Lovable floppy-fringed Hugh is famous for essentially playing the same
character (bumbling toff) in the same sort of film (cheeky but slushy
romantic comedy) for pretty much his entire career, so the rare moments
when he steps outside of his comfort zone are all the more noticeable.
His ill-advised detour into the action thriller genre, Extreme Measures,
is one such example – though its medical conspiracy is far too
dull and not nearly bizarre enough to warrant inclusion here. No, the
Hugh Grant movie that should be in the collection of all connoisseurs
of trash is the 1988 Ken Russell schlocker, Lair of the White Worm.
Based very loosely on Bram Stoker’s final novel, written shortly
before he died from syphilis, the 28-year-old Hugh Grant stars as James
D’Ampton, a vivacious globetrotting young chap directly descended
from Sir John D’Ampton, a local medieval hero who slew a monstrous
snake creature according to local legend. James returns to his ancestral
seat in darkest Derbyshire to take up his position as lord of the manor.
One of the properties on his land is Mercy Farm, a bed and breakfast
hostelry owned and run by Eve and Mary Trent, two sisters whose parents
mysteriously vanished in the vicinity of nearby Temple House the previous
year. When bespectacled archaeologist Angus Flint (Peter Capaldi) digs
up what appears to be the skull of the mythological D’Ampton Worm
in the grounds of the farm, evil forces are set in motion.
Resident in Temple House is Lady Sylvia, a predatory seductress played
with lascivious glee by LA Law star Amanda Donohoe. It takes the audience
all of five minutes to realise that she’s an evil snake priestess,
hellbent on summoning an enormous worm god from the bowels of the earth,
but all the characters have a lot of catching up to do before the final
ceremony that will unleash the slippery demon.

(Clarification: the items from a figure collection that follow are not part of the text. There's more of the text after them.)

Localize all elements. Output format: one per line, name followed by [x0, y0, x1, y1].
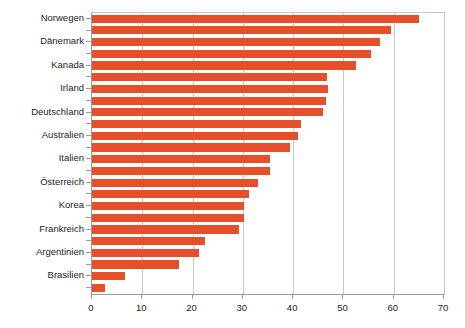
- x-axis-ticks: [91, 294, 444, 300]
- x-axis-tick: [443, 294, 444, 299]
- bar-row: [92, 200, 444, 212]
- bar-row: [92, 259, 444, 271]
- y-axis-tick: [86, 193, 91, 194]
- bar[interactable]: [92, 26, 391, 34]
- y-axis-tick: [86, 240, 91, 241]
- x-axis-tick: [91, 294, 92, 299]
- y-axis-label: Italien: [2, 153, 84, 163]
- y-axis-tick: [86, 100, 91, 101]
- bar-row: [92, 118, 444, 130]
- x-axis-label: 70: [438, 302, 449, 313]
- bar[interactable]: [92, 97, 326, 105]
- y-axis-tick: [86, 229, 91, 230]
- bar-row: [92, 107, 444, 119]
- bar[interactable]: [92, 155, 270, 163]
- x-axis-label: 30: [237, 302, 248, 313]
- bar-row: [92, 154, 444, 166]
- y-axis-tick: [86, 287, 91, 288]
- bar-row: [92, 130, 444, 142]
- y-axis-tick: [86, 275, 91, 276]
- bar[interactable]: [92, 85, 328, 93]
- x-axis-label: 50: [337, 302, 348, 313]
- y-axis-label: Norwegen: [2, 13, 84, 23]
- y-axis-label: Irland: [2, 83, 84, 93]
- bar[interactable]: [92, 132, 298, 140]
- bar-row: [92, 72, 444, 84]
- y-axis-tick: [86, 76, 91, 77]
- y-axis-tick: [86, 41, 91, 42]
- x-axis-tick: [292, 294, 293, 299]
- y-axis-tick: [86, 205, 91, 206]
- y-axis-tick: [86, 158, 91, 159]
- x-axis-label: 40: [287, 302, 298, 313]
- bar-row: [92, 95, 444, 107]
- bar-row: [92, 282, 444, 294]
- x-axis-label: 0: [88, 302, 93, 313]
- y-axis-tick: [86, 123, 91, 124]
- plot-area: [91, 12, 445, 295]
- bar[interactable]: [92, 214, 244, 222]
- bar-row: [92, 60, 444, 72]
- y-axis-labels: NorwegenDänemarkKanadaIrlandDeutschlandA…: [0, 0, 84, 328]
- x-axis-tick: [393, 294, 394, 299]
- y-axis-label: Österreich: [2, 177, 84, 187]
- bar[interactable]: [92, 61, 356, 69]
- bar-row: [92, 189, 444, 201]
- bar-row: [92, 224, 444, 236]
- bar[interactable]: [92, 249, 199, 257]
- y-axis-tick: [86, 112, 91, 113]
- y-axis-tick: [86, 135, 91, 136]
- x-axis-label: 20: [186, 302, 197, 313]
- y-axis-tick: [86, 53, 91, 54]
- x-axis-tick: [242, 294, 243, 299]
- y-axis-tick: [86, 182, 91, 183]
- bar[interactable]: [92, 237, 205, 245]
- bar[interactable]: [92, 260, 179, 268]
- y-axis-tick: [86, 264, 91, 265]
- bar[interactable]: [92, 202, 244, 210]
- y-axis-label: Dänemark: [2, 36, 84, 46]
- x-axis-label: 60: [387, 302, 398, 313]
- bar[interactable]: [92, 167, 270, 175]
- bar[interactable]: [92, 15, 419, 23]
- x-axis-tick: [141, 294, 142, 299]
- bar-row: [92, 25, 444, 37]
- bar-row: [92, 165, 444, 177]
- bar-row: [92, 13, 444, 25]
- bar-row: [92, 83, 444, 95]
- bar[interactable]: [92, 143, 290, 151]
- y-axis-tick: [86, 170, 91, 171]
- bar[interactable]: [92, 272, 125, 280]
- y-axis-label: Argentinien: [2, 247, 84, 257]
- y-axis-tick: [86, 18, 91, 19]
- bar[interactable]: [92, 190, 249, 198]
- x-axis-tick: [342, 294, 343, 299]
- y-axis-tick: [86, 252, 91, 253]
- bar-chart: NorwegenDänemarkKanadaIrlandDeutschlandA…: [0, 0, 465, 328]
- bar[interactable]: [92, 120, 301, 128]
- y-axis-tick: [86, 217, 91, 218]
- y-axis-label: Australien: [2, 130, 84, 140]
- bar[interactable]: [92, 73, 327, 81]
- bar[interactable]: [92, 284, 105, 292]
- bar[interactable]: [92, 50, 371, 58]
- bar-row: [92, 271, 444, 283]
- bar[interactable]: [92, 38, 380, 46]
- bar[interactable]: [92, 108, 323, 116]
- y-axis-label: Korea: [2, 200, 84, 210]
- bar-row: [92, 48, 444, 60]
- bars-layer: [92, 13, 444, 294]
- x-axis-label: 10: [136, 302, 147, 313]
- y-axis-tick: [86, 147, 91, 148]
- bar-row: [92, 36, 444, 48]
- bar-row: [92, 177, 444, 189]
- bar[interactable]: [92, 179, 258, 187]
- x-axis-labels: 010203040506070: [0, 302, 465, 318]
- y-axis-label: Kanada: [2, 60, 84, 70]
- y-axis-label: Brasilien: [2, 270, 84, 280]
- y-axis-tick: [86, 65, 91, 66]
- y-axis-label: Frankreich: [2, 224, 84, 234]
- bar-row: [92, 142, 444, 154]
- bar-row: [92, 247, 444, 259]
- bar[interactable]: [92, 225, 239, 233]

Thankfully, this is a Ken Russell movie and so the road to the final
ceremony involves no less than four outrageously camp dream sequences
featuring naked nuns being raped by Roman centurions, a crucified Jesus
being nibbled on by an albino snake, blue witchdoctors sporting razor-sharp
strap-on dildos, wrestling air stewardesses and more phallic imagery
than you can shake Sigmund Freud at.
The movie reaches a delirious crescendo as Sir James attempts to lure
Donohoe’s sultry serpent out of hiding by blasting snake charmer
music from the roof of his ancestral home. It’s a bold idea that
doesn’t quite work as planned. Eve and Mary’s mother, it
transpires, is not dead after all, but has been transformed into some
kind of reptilian minion and sent to do the dirty work of the slithering
seductress. Sadly, the chances of a happy family reunion are dashed when
she blunders into poor confused Hugh Grant and he slices her in two with
an enormous sword that he quite clearly struggles to even lift, let alone
wield in any meaningful manner.
Things come to a climax (almost literally) in a subterranean temple as
Donohoe tries to sacrifice the virginal Eve to her wiggly god, which
is inexorably worming its way from the caves and up into a specially
constructed snake god tunnel underneath Lady Sylvia’s pad. Brave
Sir James drives the beast out into the open by pumping gas through the
caves and bold Angus shoves Donohoe into the albino monster’s gaping
maw, dropping in a hand grenade for good measure.
To his credit, Hugh Grant has always treated his appearance in this memorably
insane slice of cult British silliness with good humour and has even
been known to call it one of his favourites. Given that he spends most
of the movie seemingly trying to suppress a bad case of the giggles,
you can’t really blame him. It’s certainly one of the weirdest
movies to come out of the British film industry’s brief Eighties
flirtation with arty-farty horror (see also: Timothy
Spall) and is well
worth tracking down purely for its mesmerising strangeness.
Need to know: Eve was played by Catherine Oxenberg, a descendent of Catherine
the Great and a member of the Yugoslavian Royal Family. She was tutored
in the dramatic arts by none other than Richard Burton (not that you
can tell from her appalling performance in this movie) and, following
a ten day marriage to legendary producer Robert Evans, she’s now
married to fellow B-movie star Casper Van Dien. Peter Capaldi went on
to become a regular face on British television, earning a BAFTA nomination
for his role as a ferocious spin doctor in the political satire The Thick
Of It. The white worm of the title, which only appears briefly at the
end of the film, was reportedly created by disguising the chassis of
a Volkswagen Beetle as a giant snake head.
For another dose of Ken Russell
craziness, including yet more demented hallucinations involving crucifixions,
see: William Hurt.
Availability: Out of print on both sides of the Atlantic, your best bet
is to try and find a second-hand copy of the US DVD which came out several
years ago, or to order the movie from Hong Kong, one of the few places
still to have the disc in legitimate circulation.